The First Poem I Have Labeled: Love Poem
Your face ostriched in the NYT, each year there is less
and less to say. Hope is what almost drowned us
but we are down to three words: will not do, will not be.
For us, it’s a time of having and not wanting. What we did
confess, our minds, still a blessing, have scabbed. The rest—
it does not need to be forgiven. Water with no ambition
for foam, we do not storm at each other; there are no lines
dividing us like those in St Louis, 1959, when metal plates
lettered White and Colored labeled two drinking fountains
on every floor of your father’s factory. I favor stasis
because there will be no progress, but not you. The day
after your 70th birthday, sick and tired of hearing me quote
Wordsworth: The world is too much with us; late and soon,/
Getting and spending, we lay waste our powers, you finally
decide to clean out the garage. Still impatient, you don’t get
down and move the step ladder but stretch to pull out years
from the loft. Free falling onto concrete, you cannot get up.

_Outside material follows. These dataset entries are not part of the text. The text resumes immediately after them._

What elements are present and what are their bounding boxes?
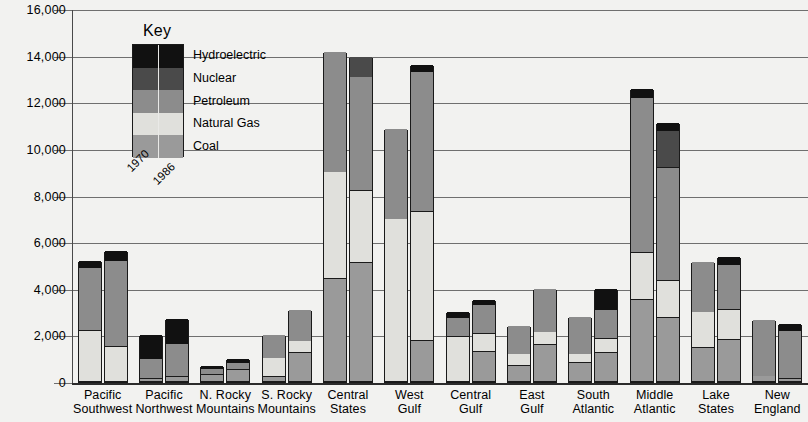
legend-swatch-row — [133, 113, 183, 137]
legend-swatch-1986 — [158, 135, 184, 158]
bar-group — [446, 10, 496, 383]
legend-swatch-1970 — [133, 113, 158, 136]
stacked-bar-chart: 16,00014,00012,00010,0008,0006,0004,0002… — [0, 0, 808, 422]
stacked-bar[interactable] — [594, 290, 618, 383]
bar-segment — [534, 289, 556, 332]
stacked-bar[interactable] — [752, 321, 776, 383]
stacked-bar[interactable] — [323, 53, 347, 383]
legend-title: Key — [125, 22, 189, 40]
bar-segment — [201, 366, 223, 369]
legend-label: Natural Gas — [193, 117, 260, 130]
bar-segment — [692, 262, 714, 312]
legend-swatch-row — [133, 68, 183, 92]
legend-swatches — [132, 44, 184, 157]
bar-segment — [473, 305, 495, 334]
bar-segment — [508, 326, 530, 354]
stacked-bar[interactable] — [533, 290, 557, 383]
bar-segment — [753, 320, 775, 376]
bar-segment — [79, 261, 101, 268]
bar-group — [568, 10, 618, 383]
bar-segment — [779, 331, 801, 379]
bar-segment — [595, 289, 617, 310]
legend-swatch-1986 — [158, 68, 184, 91]
legend-label: Nuclear — [193, 72, 236, 85]
stacked-bar[interactable] — [717, 258, 741, 383]
stacked-bar[interactable] — [288, 311, 312, 383]
stacked-bar[interactable] — [691, 263, 715, 383]
bar-segment — [447, 337, 469, 382]
stacked-bar[interactable] — [568, 318, 592, 383]
bar-segment — [385, 219, 407, 382]
bar-segment — [105, 347, 127, 382]
stacked-bar[interactable] — [630, 90, 654, 383]
bar-group — [323, 10, 373, 383]
bar-segment — [657, 123, 679, 131]
stacked-bar[interactable] — [139, 336, 163, 383]
bar-segment — [779, 324, 801, 331]
bar-segment — [166, 319, 188, 343]
legend-swatch-1986 — [158, 45, 184, 68]
bar-segment — [411, 341, 433, 382]
bar-segment — [289, 310, 311, 341]
stacked-bar[interactable] — [472, 301, 496, 383]
bar-segment — [324, 52, 346, 172]
bar-segment — [227, 359, 249, 364]
x-axis-label: NewEngland — [741, 389, 808, 416]
legend-label: Coal — [193, 139, 219, 152]
legend-swatch-1970 — [133, 68, 158, 91]
bar-group — [200, 10, 250, 383]
stacked-bar[interactable] — [778, 325, 802, 383]
x-axis-baseline — [72, 383, 808, 385]
bar-segment — [631, 89, 653, 97]
bar-segment — [657, 318, 679, 382]
y-axis-tick-label: 0 — [0, 377, 66, 390]
y-axis-tick-label: 14,000 — [0, 50, 66, 63]
bar-segment — [105, 251, 127, 260]
y-axis-tick-label: 4,000 — [0, 284, 66, 297]
bar-segment — [166, 344, 188, 378]
bar-segment — [411, 212, 433, 341]
bar-segment — [350, 191, 372, 263]
bar-segment — [263, 358, 285, 378]
bar-segment — [350, 57, 372, 77]
bar-group — [691, 10, 741, 383]
bar-group — [507, 10, 557, 383]
bar-segment — [201, 375, 223, 382]
stacked-bar[interactable] — [200, 367, 224, 383]
stacked-bar[interactable] — [262, 336, 286, 383]
stacked-bar[interactable] — [104, 252, 128, 383]
bar-group — [78, 10, 128, 383]
y-axis-tick-label: 12,000 — [0, 97, 66, 110]
bar-segment — [350, 77, 372, 191]
bar-segment — [473, 334, 495, 351]
bar-segment — [718, 310, 740, 340]
y-axis-tick-label: 16,000 — [0, 4, 66, 17]
bar-segment — [140, 335, 162, 358]
bar-segment — [718, 257, 740, 265]
stacked-bar[interactable] — [226, 360, 250, 383]
bar-segment — [385, 129, 407, 219]
bar-segment — [79, 268, 101, 331]
bar-segment — [595, 310, 617, 339]
legend-swatch-1970 — [133, 90, 158, 113]
bar-segment — [201, 369, 223, 375]
bar-segment — [411, 72, 433, 212]
bar-segment — [324, 172, 346, 279]
stacked-bar[interactable] — [165, 320, 189, 383]
legend-swatch-row — [133, 90, 183, 114]
x-axis-label-line: New — [741, 389, 808, 403]
stacked-bar[interactable] — [78, 262, 102, 383]
stacked-bar[interactable] — [384, 130, 408, 383]
bar-group — [262, 10, 312, 383]
bar-segment — [289, 341, 311, 353]
bar-segment — [569, 363, 591, 382]
legend-label: Hydroelectric — [193, 49, 266, 62]
stacked-bar[interactable] — [446, 313, 470, 383]
stacked-bar[interactable] — [410, 66, 434, 383]
y-axis-tick-label: 10,000 — [0, 144, 66, 157]
stacked-bar[interactable] — [656, 124, 680, 383]
bar-segment — [289, 353, 311, 382]
stacked-bar[interactable] — [507, 327, 531, 383]
stacked-bar[interactable] — [349, 58, 373, 383]
bar-segment — [657, 281, 679, 318]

I think of carrying my grandfather each night up stairs in
a wooden chair. Going up, I’d bear the brunt on the lower end.
Even when my sister backed down the steps in the morning, I
could not reverse the weight. Seven years younger, the only way
to save myself from this sudden descent into your old age
is to unbolt the hasp you have on my heart, leave you stretched
on your back. Without love the loss of you will not be as great,
but it may be too late for me to harden, practice going to dinner
by myself. More and more, I have told no one but you what I
really think. If your body is stripped from me, who will listen
to my anger, my sorrow? Last night, when you blew out
all the candles on your cake, I strained to find words, compared
you to an hour glass, praising the pile of sand you’d formed
to keep us both from looking at how few grains were left.
I was never the type to blow kisses willy-nilly into the wind
and you won’t make promises about years you might not deliver,
knowing wanting will not make them happen. Yet, our bodies
have memory, wings we can hinge on to lift us: weren’t
we something in the back seat of my yellow Porsche Targa,
Bombay Gin, India Pale Ale, dancing on the deck to Little Feet?
I’ll be your Dixie chicken, if you’ll be my Tennessee lamb and
we will walk together down in Dixieland, Dixieland. A precise
man with words, but no William Safire, to please you, I learned
dusk is the dim part of twilight that marks beginning of night.
If I can’t stop gnawing at days we have left, I’ll fast forward,
erase the twilight just after sunset when we sit watching our dogs
swim out into the cove to chase blue herons unfolding to heaven.
If I could, I’d bind us to a bench you bolted into Morgan Point’s
pink granite, to this spot of earth we own, to Bear and Bailey
the bulldog who bring us such happiness. We’ve lived with sea;
waves have taught us what is planted in sand will disappear like
sandpiper tracks on wet shore. The Chinese artist Song Dong
keeps a daily diary in water on stone but why write a life when
words will evaporate? Surely, knowledge of loss will teach me to
cherish our sliver of time before darkness stows you in my heart.
A girl in Kentucky, I learned a way to keep you with me from
my grandmother who taught me that as the soul rises from earth
it goes to what it knows—so I will hang cabernet sauvignon
bottles you emptied at night in the white pine’s branches to catch
your spirit and if wind off Long Island Sound rocks them, you’ll
stir and call out to me through long nights. A boy in Missouri,
milk delivered to the doorstep was in glass bottles capped with
waxed paper. There were two kinds of kids: those who loved
film floating under the lid and those who would not touch
the scum. Never one to peel skin from surface, you don’t share
my fear of nothing, believe there’s no more to life than life.
Still, I pray I’ll feel air shift when I say your name, smell you
when I enter a room. Neither of us prefers survival, but one of us
will blow out the pilot light, leaving the other to finger our
answering machine: All of your messages have been erased.